Friday,
May 17, 2013
The
most modest organization has large amounts of information, i.e., “Big Data”, on
its operations, suppliers, customers, and especially on its employees. Even knowing as little as length of service,
hours worked, job function, performance data, and location can be telling as to
which employees are likely to succeed or not.

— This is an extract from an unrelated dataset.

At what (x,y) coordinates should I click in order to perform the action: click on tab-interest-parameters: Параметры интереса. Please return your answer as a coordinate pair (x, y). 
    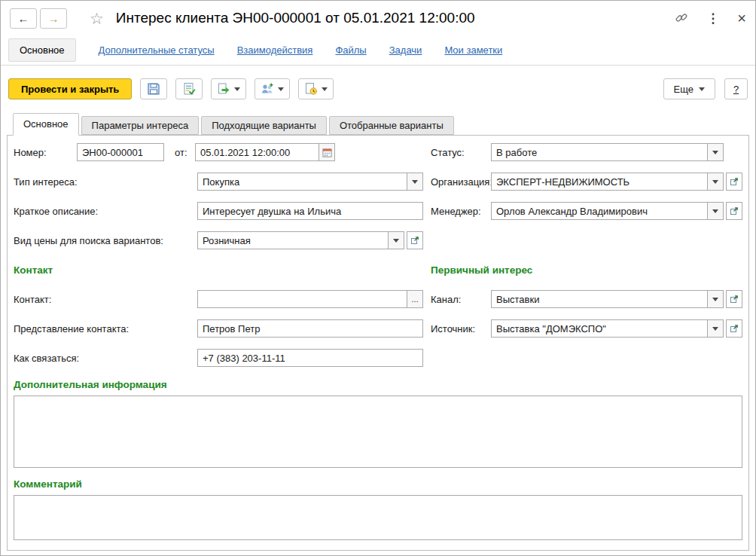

The basis for Big Data decision making is founded in that class that
most students ignored or only took the one mandatory course. That course usually covered the statistical foundation
concepts of data collection & presentation, variability, central tendency,
sampling theory, inference & hypotheses testing, regression &
correlation, indexes & time series, and seasonal & cyclical
analysis. While an employer with a few
dozen employees can manage them with no more of a sophisticated tool than a
good memory or paper notebook, even a middle sized organization of a workforce
of few hundred needs to look deeper.
To
illustrate the role of Big Data and Talent Management, the Polytechnic
Institute of New York University recently hosted a day-long workshop titled: “Talent Management 2.0: HR Innovation In The Big Data Era”. Speakers at the workshop included NYU-Poly
instructors from the computer science, engineering, and technology
departments. Additional speakers
included individuals representing PepsiCo, Aon Hewitt, Google, SAS, Morgan
Stanley, JetBlue Airways, and Accenture.
Aasonn,
a global systems and technology services consulting firm, recently reported on
a study by the MIT Sloan Management Review: “From Value to Vision: Re imagining the Possible with Data Analytics”. The
MIT study found that while “17% of product development, 19% of marketing, and
20% of operations respondents reported using analytics to drive innovation”, however
only 8% of HR organizations used analytics to drive talent acquisition and
retention.
In
what he refers to as “Talent Analytics”, Josh Bersin, a contributor for Forbes,
writes, “While most of the talk is about applying BigData to marketing and
consumer businesses, there is an even bigger opportunity to apply BigData to
Human Resources.”
In
the same way a marketer might look at customer consumption behavior patterns,
the recruiter would look at employee performance and correlate it with various
data points. By asking questions as to
who is performing and what they have in common, the recruiter may be able to isolate
discrete factors which identify employees as top performers.
Is
it significant that 90% of employees in department A quit after 18 to 36
months? Is it significant that 70% of
employees who were managed by manager B are now in middle and upper management
roles? Is it significant that all of
your best engineers came from small non-top 10 colleges, worked 12-36 months at
the Tacoma facility, are currently enrolled in a graduate or MBA program, and
have 2 to 4 years of military service?
Thanks for the share! I have also heard from multiple sources that big data is beginning to play a larger role in the industry. I am curious though as to how fits into the operating model of a business. Any input?
ReplyDelete,The most modest organization has large amounts of information, i.e., “Big Data”, on its operations, suppliers, customers, and especially on its employees.Thanks for sharing this blog.